For a team wielding their level of talent, PSG didn’t look the sum of their parts, and although they looked dangerous on the break, they didn’t sustain any pressure on Alexander Nubel’s goal. The German goalkeeper was nonetheless grateful for Benoit Badiashile’s assistance as he cleared off the line from a scuffed Mbappe shot, with Nubel already rounded.
Monaco were happy to sit back and hit PSG on the break in the second-half, just as their opponents had done in the first period. Their fluidity and energy in transition eventually reaped its reward as Ben Yedder exploited the space vacated by the marauding Nuno Mendes. His cut-back found Ruben Aguilar, whose tame affront was diverted by a sprawling Kevin Volland, who tipped it around an already-committed Gianluigi Donnarumma.
The cherry on the cake came in the dying moments as some more energetic pressing allowed Volland to steal the ball and charge into the PSG penalty area before being felled. Ben Yedder stepped forward and made no mistake as he doubled his tally for the day.
Whereas the game started with a chorus of boos as the players (and the manager Philippe Clement) names were announced, the full-time whistle was greeted with deafening cheers. The emphatic, unexpected victory has, for now at least, changed the atmosphere around the club.

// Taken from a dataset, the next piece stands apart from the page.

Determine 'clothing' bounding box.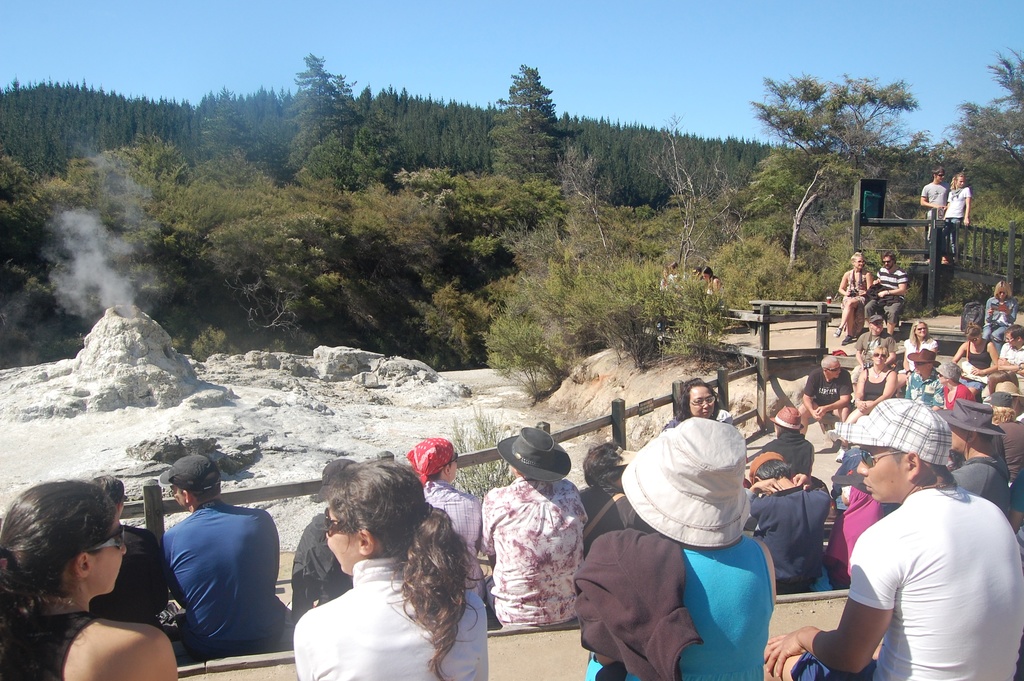
Determined: [1000,340,1023,384].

With the reports from L’Equipe on Saturday stating that Clement, Sporting Director Paul Mitchell and Vice-President Oleg Petrov are all set to be replaced in the coming days in what would be a mass clear-out of the club, there is still a cloud of uncertainty lingering over ASM.
Clement, however, continues to give his full focus to what he told Monaco Life were another nine finals (remaining number of Ligue 1 matches). “We must always look forward. All our concentration is now on the domestic championship,” he said.
As Clement admitted post-match, the only disappointment is that Monaco can’t back up this huge victory straight away, as the international break means the Principality side won’t play again until the beginning of April.